When King Ptolemy of Egypt gathered seventy-two Jewish elders and placed them in separate rooms, commanding each to translate the Torah into Greek, a miracle occurred. The Talmud (Megillah 9a) records that every single elder, working independently, produced the exact same translation — including the exact same deliberate changes to the text.

These changes were not errors. They were strategic. In several places, the literal Hebrew could have been misunderstood or exploited by hostile readers. So God placed identical thoughts into the minds of all seventy-two scholars, guiding them to adjust the same passages in the same way.

For example, where the Torah begins "In the beginning God created" (Genesis 1:1), the elders translated it as "God created in the beginning" — rearranging the words to prevent anyone from claiming that a being called "In the beginning" created God. Where the Torah says "Let us make man" (Genesis 1:26), they wrote "I shall make man" — eliminating the plural that might be twisted to support the idea of multiple gods.

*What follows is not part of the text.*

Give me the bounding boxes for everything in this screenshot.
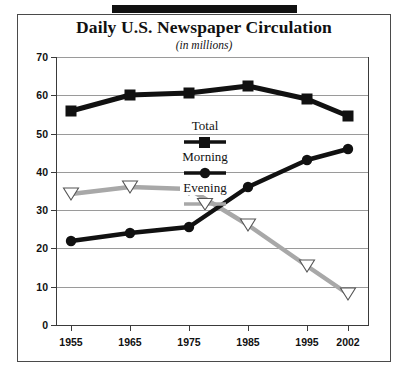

The sages regarded this event with deep ambivalence. On one hand, the miraculous unanimity proved divine guidance. On the other, the translation of Torah into Greek was compared to the day the Golden Calf was made — a necessary concession that nonetheless diminished something sacred. Torah in Hebrew was alive; Torah in translation was a shadow, accurate but incomplete.

The day of the translation, some rabbis taught, was as grievous for Israel as the day the Calf was built. What is gained in accessibility is lost in depth.